Roanoke Times Copyright (c) 1995, Landmark Communications, Inc. DATE: SATURDAY, June 9, 1990 TAG: 9006110296 SECTION: CURRENT PAGE: NRV-1 EDITION: NEW RIVER VALLEY SOURCE: DATELINE: PEARISBURG LENGTH: Long
W.R. Johnston, Giles history and government teacher, says county students have a history of performing well during History Day competition. Last year, the senior media group placed third in the nation. And three members of that team will be returning to the national competition this year.
Before working with Giles High School History Day teams for the past four years, Johnston helped with a junior competition at Narrows Elementary School for four years. Over those eight years, a Giles team has won at least first or second place at the state level.
This year, the two Giles teams of five students were winners at the state History Day competition May 12. The teams advanced to the state competition after winning at the regional level at Virginia Western Community College in Roanoke in April.
Each year, students must adapt their topic to a history theme. This year's topic was "Science and Technology in History." The Giles teams decided to address nuclear energy in their categories.
History Day competitions started at Case Western University in Cleveland in 1973, Johnston said, and have gradually grown to include every state.
The competition provides "a means of getting students interested in history," as well as helping to hone academic, research, interviewing and writing skills, he said.
Categories include a research START JUMP TYPE HERE START JUMP TYPE HERE
paper, individual or group project, individual or group presentation and individual or group performance.
Placing first in the senior group media category were: Kim Kessinger, Stephen Medley, Steve Walker, Shelley Young and Brian Pfister. Using a multislide projector medium, the group addressed the topic "Nuclear Energy - Creation, Destruction and Change."
Placing second in senior group performance category were Chris Shaver, Ginny Guthrie, Joe Coffey, Michele Huffman and Rony Masri. Their stage performance was titled "All in the Nuclear Family."
Johnston said most schools are now using videos in the media competition, but Giles High has stuck to a slide-projector format. This year, the group used four slide banks on three screens to show their project.
Besides writing scripts for both presentations and doing set designs for the stage performance, the groups also had to support their work with a bibliography of historical fact. The Giles media group impressed the judges with a 30-page bibliography, Johnston said.
One of the challenges of the presentations is to have "a wealth of accurate historical information in the presentation but at the same time make it interesting and entertaining."
With the help of an uncle, Johnston was able to take the 10 students to Oak Ridge National Laboratory in Oak Ridge, Tenn., to talk with employees of Oak Ridge Laboratories, where the materials for the first atomic bomb were made.
The students toured the facilities and talked to long-term employees who told them all about the development of Oak Ridge in the 1940s and what went on while the bomb materials were being processed at the plant.
Through the research they conducted in Oak Ridge, the performance group tried to show how nuclear energy affected an individual family, using Johnston's family as a model.
Besides having an uncle who worked at Oak Ridge, lives of other relatives were affected by nuclear energy. One relative was going into nuclear medicine, and another had used the "atomic cocktail" to help relieve a thyroid condition.
"I believe [nuclear power] really has changed the world more than any other scientific event," said Rony Masri, a junior and member of the performance team.
The 10-minute stage play begins with a student telling her family she doesn't know what to put into a research paper she's writing about nuclear energy. The family sits down and tells the student how it's affected their lives, using a painted backdrop to illustrate a flashback to the Enola Gay dropping the bomb on Hiroshima.
Masri's no stranger to acting - he's a member of the high school Drama Club, but he said preparing for the national competition does make him a little nervous.
The media presentation focused on the development of Oak Ridge, the destruction of Japan and changes in the world since since the inception of nuclear energy.
The slide presentation focuses on scientific research, President Truman's decision process in using the bomb, as well as the dropping of the two bombs in Japan and the subsequent destruction.
Brian Pfister, a member of the media team, said he had a natural interest in the topic because he's a World War II buff. Through his work with the team, he learned more detailed information about the bombs. "I learned a lot. I didn't know about the first nuclear bomb at Trinity Test Site [in New Mexico]."
Being part of a first-place team at state was surprising to Pfister, given that he was a junior in his first year with the project. And, he said, there was stiff competition from other schools whose topics ranged from railroads and the Civil War to space exploration.
The Giles High School History Club holds fund-raising projects to pay for the expenses of competing in History Day events, which include the purchase of audio-visual equipment. In the past, the club has tried everything from "selling onions to car washes to doughnuts to pizza," Johnston said.
Fund raising by high-school clubs was limited this year, and Johnston said that by mid-May the club had only two-thirds of the money members needed to go to national competition. "We'd love to have a corporate sponsor," he said.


What is required >> An exact transcription of the entries is required, with none of the pictures carried over.
"""
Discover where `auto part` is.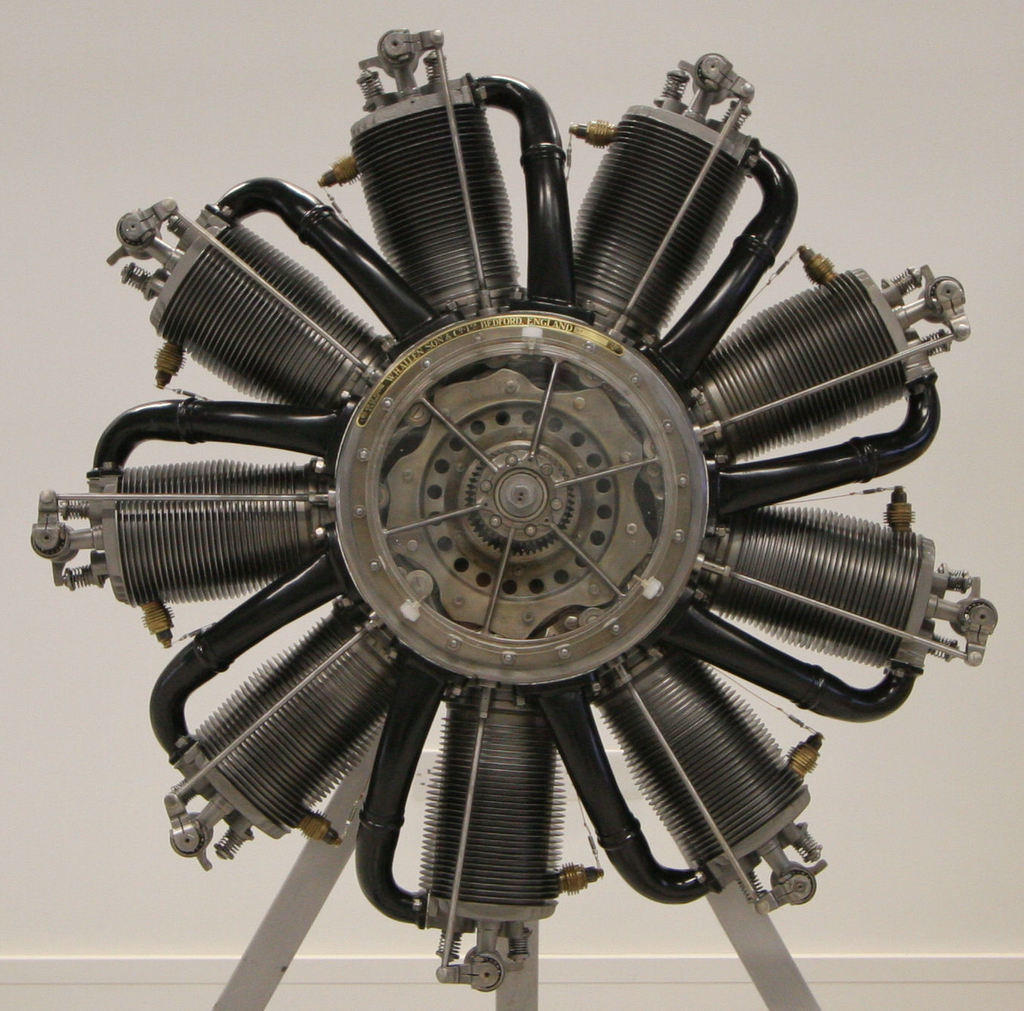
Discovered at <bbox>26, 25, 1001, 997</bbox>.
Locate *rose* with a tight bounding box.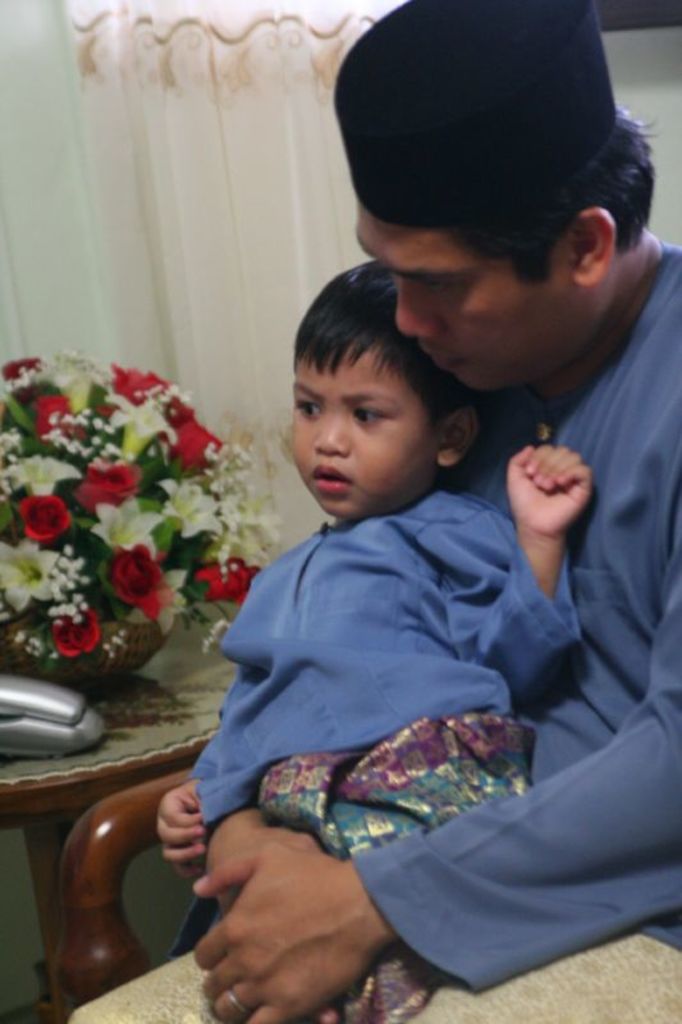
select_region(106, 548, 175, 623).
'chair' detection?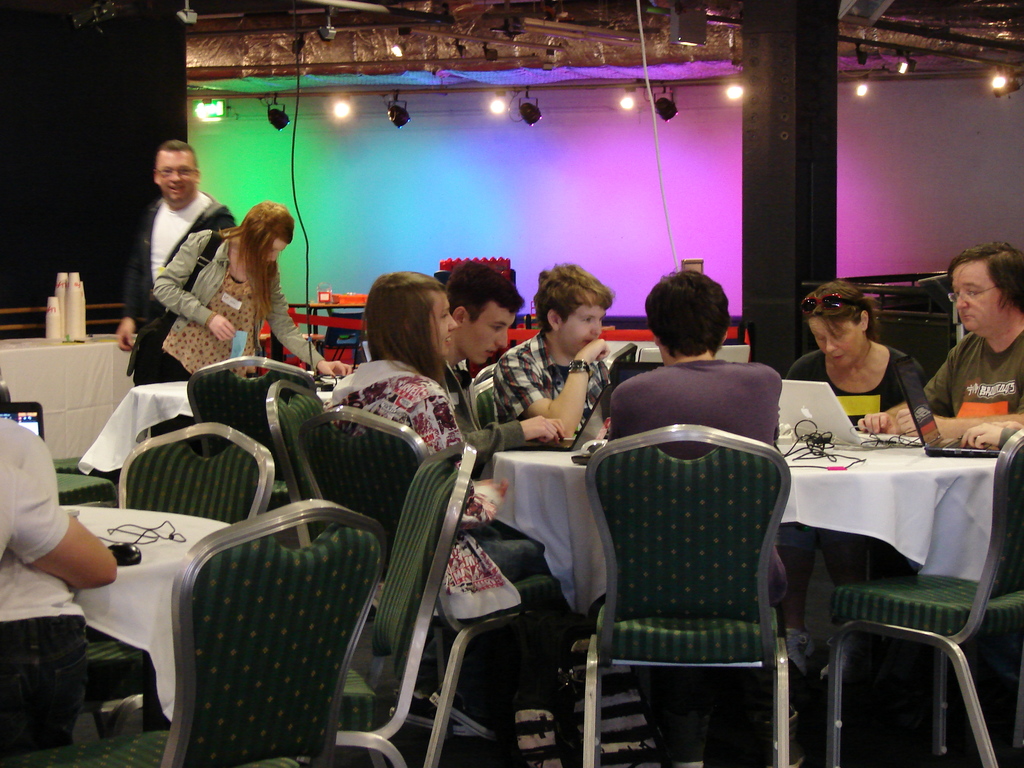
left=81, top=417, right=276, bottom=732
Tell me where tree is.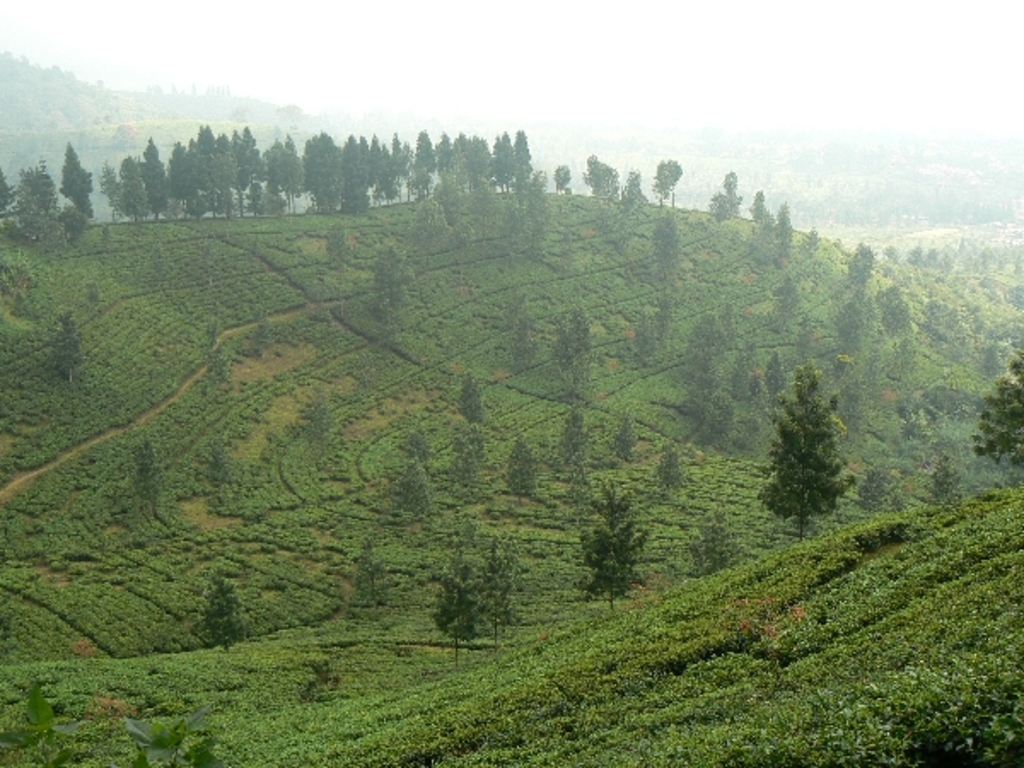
"""
Solution to the problem >>
Discover where `auto part` is.
Discovered at <bbox>26, 25, 1001, 997</bbox>.
Locate *rose* with a tight bounding box.
select_region(106, 548, 175, 623).
'chair' detection?
left=81, top=417, right=276, bottom=732
Tell me where tree is.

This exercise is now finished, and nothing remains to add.